I mean, if we’re sort of going by DMCA requests, right, there’s upsides, but there’s also downsides. They get abused all the time, and there’s not a clear example in the public consciousness as to what constitutes fair use, so they can even be misused in good faith. Larger corporations can also have bots, or armies of hired outsourced cheap labor (usually in combination with each other) handing out youtube copyright claims left and right. The next step of the youtube claims system, specifically, is that you have to go to court, if you want to contest the claim, and court usually ends up in favor of the larger parties, either because they have the capability to have an out of court settlement, or just because they can hire the best lawyers, and it’s relatively hard for most artists to fund what might be a protracted legal battle. I wonder whether or not the effect is that it’s overall to the benefit, or not. Are these examples you’ve provided, are they representative, or are they examples of survivorship bias?

I dunno, I don’t have access to the numbers on that one, and it’s kind of hard to take artists at their word, because the plural of anecdote isn’t data, and because lots of artists don’t inhabit that legal grey space of copyright infringement, either out of just a lack of desire, or out of a self-preservation instinct. Then plenty of artists are also woefully misinformed people that blame the copyright-infringing artist for their copyright-infringing art.
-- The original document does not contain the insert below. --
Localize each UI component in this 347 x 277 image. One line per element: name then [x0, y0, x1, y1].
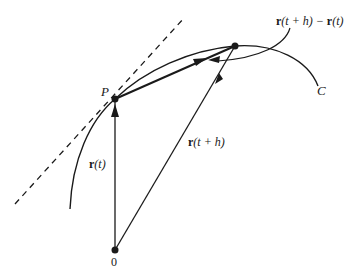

I think I’d probably want to prod a copyright lawyer on their take, as they would tend to see more of the legal backend, the enforcement, but then, there’s a little bit of a conflict of interest there.

I also think that on the basis of just like, moral arguments against copyright, we could make the argument, right, that the obama hope ad was extremely popular because of the circumstances around which it arose, rather than because of the specific photograph used. i.e. it wouldn’t be as popular if not for being a ripoff of a photo that was commissioned from some guy and then pumped out and thoroughly marketed and memeified. Sort of a similar argument to how piracy doesn’t really transfer over to sales, that there’s not an equivalent exchange going on there. The sales of the copy, or, the sales of the modified version, don’t transfer to the original, is the idea. But then, it’s kind of an open, hard to answer question, because it’s pretty contextual and it’s hard to read in hindsight. If the sales do transfer over to the original, if we get rid of the copy, then I think that crediting the original artist is probably the best thing you can do, because that drives more attention to the original, if the original is what people really wanted. That’s sort of like, a limiting mechanism for how popular a thing might get on the merit of something else, as I see it. You could legally enforce that, and I think it would probably be a pretty good move, but you also kind of end up swamping yourself with the same problems that any legal enforcement mechanism will have, of being heavy-handed, grey, primarily only able to be wielded by the powerful, so I think you could also make the case that whatever the public would enforce would be fine.